In his self-deprecating way Clifford liked to allude to a vague and unrequited love in his life but it was commonly accepted that he had no great desire for requited love; he appeared ambivalent in matters of the heart, indifferent to the opposite sex. But for Cora, his position as unattached observer gave him an advantage others could not possibly have.

“My dear, George is not the man for you,” he said. “He is simply not a man for marrying, or for belonging to anyone. He is married to his art.”

“And what of Mrs. Hillier?” she asked.

“Mrs. Hillier? Mrs. Hillier is a married woman, and almost old enough to be his mother.”

“But George spends so much of his time with her.”

Even then, she was aware that she sounded like a lovestruck jealous child, but she did not care. Clifford was a dear and trusted friend, and she knew he would not repeat their conversation. She also knew that what he so enjoyed was the knowledge that he was trusted with such tender secrets.

“Yes, but she is his advocate and patron now. Thanks to Mrs. Hillier, dear George has made some fine connections, and will have some worthwhile commissions, of that I’m sure.” He looked from Cora to his easel. “He knows it’s perfectly safe to spend time with her. She is married, unavailable, but more importantly, perhaps, he knows there is no danger of falling in love with her.”

Cora stepped down from the upturned crate and, wrapping a sheet around her body, moved toward Clifford, looking over his shoulder at the sketches for his
Tinted Venus
.

He went on. “Mrs.

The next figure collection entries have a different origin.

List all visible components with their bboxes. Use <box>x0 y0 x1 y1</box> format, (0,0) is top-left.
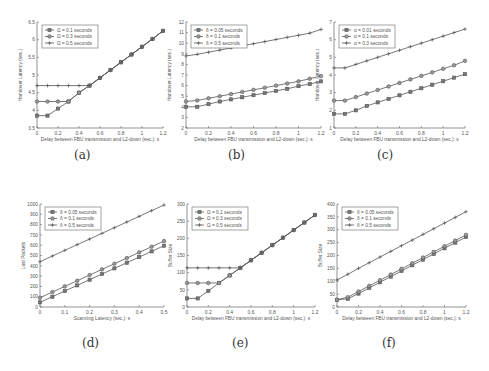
x-tick-label: 0.3 <box>111 309 118 315</box>
legend-entry: α = 0.01 seconds <box>354 28 391 33</box>
x-axis-label: Delay between FBU transmission and L2-do… <box>41 137 160 142</box>
y-tick-label: 100 <box>30 294 38 299</box>
x-tick-label: 0.4 <box>226 309 233 315</box>
caption-b: (b) <box>228 148 245 162</box>
y-tick-label: 0 <box>182 305 185 310</box>
plus-marker <box>38 260 42 264</box>
circle-marker <box>421 256 425 260</box>
plus-marker <box>195 53 199 57</box>
x-tick-label: 0 <box>36 130 39 136</box>
square-marker <box>348 210 351 213</box>
circle-marker <box>63 285 67 289</box>
x-tick-label: 0.4 <box>76 130 83 136</box>
plus-marker <box>77 84 81 88</box>
x-tick-label: 0 <box>39 309 42 315</box>
x-tick-label: 0.4 <box>377 309 384 315</box>
y-tick-label: 50 <box>330 292 336 297</box>
circle-marker <box>432 250 436 254</box>
circle-marker <box>137 251 141 255</box>
x-tick-label: 0 <box>186 309 189 315</box>
y-tick-label: 5.5 <box>28 55 35 60</box>
square-marker <box>332 112 335 115</box>
circle-marker <box>343 99 347 103</box>
legend: δ = 0.05 secondsδ = 0.1 secondsδ = 0.5 s… <box>342 207 398 230</box>
legend-entry: Ω = 0.3 seconds <box>57 34 93 39</box>
y-tick-label: 3.5 <box>28 126 35 131</box>
x-axis-label: Delay between FBU transmission and L2-do… <box>194 137 313 142</box>
x-tick-label: 1.2 <box>160 130 167 136</box>
x-tick-label: 0.4 <box>228 130 235 136</box>
square-marker <box>452 76 455 79</box>
y-tick-label: 10 <box>179 41 185 46</box>
x-tick-label: 1.2 <box>312 309 319 315</box>
chart-panel-a: 00.20.40.60.811.23.544.555.566.5Delay be… <box>18 20 167 142</box>
legend-entry: δ = 0.05 seconds <box>60 210 97 215</box>
square-marker <box>185 297 188 300</box>
legend-entry: δ = 0.1 seconds <box>60 216 95 221</box>
square-marker <box>197 28 200 31</box>
legend: α = 0.01 secondsα = 0.1 secondsα = 0.3 s… <box>339 25 395 48</box>
square-marker <box>263 91 266 94</box>
circle-marker <box>100 268 104 272</box>
legend: δ = 0.05 secondsδ = 0.1 secondsδ = 0.5 s… <box>45 207 101 230</box>
x-tick-label: 1.2 <box>463 309 470 315</box>
caption-f: (f) <box>382 336 396 350</box>
y-tick-label: 300 <box>327 227 335 232</box>
y-tick-label: 400 <box>327 202 335 207</box>
circle-marker <box>75 279 79 283</box>
x-tick-label: 1 <box>141 130 144 136</box>
legend-entry: Ω = 0.1 seconds <box>57 28 93 33</box>
circle-marker <box>409 78 413 82</box>
plus-marker <box>332 66 336 70</box>
y-tick-label: 7 <box>181 73 184 78</box>
circle-marker <box>162 239 166 243</box>
plus-marker <box>441 34 445 38</box>
circle-marker <box>443 244 447 248</box>
plus-marker <box>357 267 361 271</box>
square-marker <box>162 244 165 247</box>
y-axis-label: Lost Packets <box>21 241 26 269</box>
circle-marker <box>389 273 393 277</box>
square-marker <box>138 255 141 258</box>
plus-marker <box>297 33 301 37</box>
plus-marker <box>421 233 425 237</box>
square-marker <box>241 96 244 99</box>
square-marker <box>345 28 348 31</box>
circle-marker <box>297 80 301 84</box>
y-tick-label: 4 <box>329 73 332 78</box>
circle-marker <box>217 281 221 285</box>
x-axis-label: Delay between FBU transmission and L2-do… <box>342 316 461 321</box>
square-marker <box>252 94 255 97</box>
legend-entry: α = 0.1 seconds <box>354 34 389 39</box>
legend-entry: Ω = 0.5 seconds <box>207 223 243 228</box>
circle-marker <box>348 217 352 221</box>
circle-marker <box>464 233 468 237</box>
y-tick-label: 2 <box>329 108 332 113</box>
circle-marker <box>376 88 380 92</box>
y-tick-label: 700 <box>30 233 38 238</box>
square-marker <box>63 289 66 292</box>
y-tick-label: 200 <box>327 253 335 258</box>
y-tick-label: 9 <box>181 52 184 57</box>
square-marker <box>218 100 221 103</box>
plus-marker <box>218 48 222 52</box>
circle-marker <box>452 63 456 67</box>
y-axis-label: Buffer Size <box>318 243 323 267</box>
y-tick-label: 2 <box>181 126 184 131</box>
plus-marker <box>51 254 55 258</box>
circle-marker <box>463 59 467 63</box>
x-tick-label: 1.2 <box>318 130 325 136</box>
circle-marker <box>228 274 232 278</box>
circle-marker <box>367 284 371 288</box>
x-tick-label: 0.4 <box>374 130 381 136</box>
legend-entry: α = 0.3 seconds <box>354 41 389 46</box>
plus-marker <box>207 266 211 270</box>
y-tick-label: 150 <box>177 253 185 258</box>
y-tick-label: 200 <box>30 284 38 289</box>
circle-marker <box>88 273 92 277</box>
y-tick-label: 4 <box>181 105 184 110</box>
legend: Ω = 0.1 secondsΩ = 0.3 secondsΩ = 0.5 se… <box>192 207 248 230</box>
y-tick-label: 8 <box>181 62 184 67</box>
circle-marker <box>184 100 188 104</box>
y-tick-label: 4.5 <box>28 90 35 95</box>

Hillier’s a delightful lady, a sophisticate, and undoubtedly accomplished, but the relationship she and George share is platonic, I’m quite certain of that. They share passions but not for each other, and their . . . their friendship is mutually advantageous. George needs Mrs. Hillier to be his champion, and she needs him for . . . reflected glory. She has the contacts and the influence, not only in London but here in Rome and in Paris, too. Think about it. George is a very clever fellow. By Jupiter, he is!”

“But you’re inplying that George is using Mrs. Hillier to promote himself, to further his career.”

“He’s ambitious, Cora, very ambitious, and determined to prove himself, particularly to his father. And that means being successful and selling pictures! Dear George, perhaps more than any of us, feels a need—nay, a pressure—to be accepted and successful, to make money. And, sadly for you, my dear, his compass directs him to Mrs. Hillier.”

George had already spoken to her about his father, and at some length. Mr. Lawson Senior had wanted George to follow in his footsteps and study architecture. He had told his son that only a very tiny proportion of painters, only the most God-given talented ones, ever made any money at it. “All he cares about or seems to care about, is that I have a profession, a noble profession—oh, and that I marry well,” George told her.

“Marry well?”

“Yes, marry someone of standing, someone
known
, someone he approves of.” He glanced at Cora and added, “But if I really cared what
he
thought, would I be here in Rome, would I be painting?”

“He does not care what his father thinks,” Cora said to Clifford. “I know, he’s told me.”

Clifford smiled at her. “But what he says and what he does may differ. Particularly where you’re concerned.”

Despite her misgivings, despite Clifford’s words—was it a warning?—Cora held on to her fantasy. John Clifford was an old man and love had passed him by. She and George shared something—something different, something private, something no one else would understand. They were going to travel together, live like gypsies, and while he produced art, she would produce his sons and daughters. They might never be rich, but they would have enough, he said, and that
enough
was more than enough for Cora.

Cora winced. She did not wish to recall that time, nor what came immediately after. She preferred to remember those last few months together. How perfect it had been, despite the ticking of the clock. “How it could have been, how it should have been.”

He had said, “Tell me you love me, and kiss me . . . kiss me goodbye.”

Yes, that was what he said.

“I love you but I shall never ever say goodbye to you, George.”

“Not even after I am gone?”

“No, not even then . . . not ever.”

She had held on to his hand, listening to his breathing, watching his eyes flicker and close, and open and close.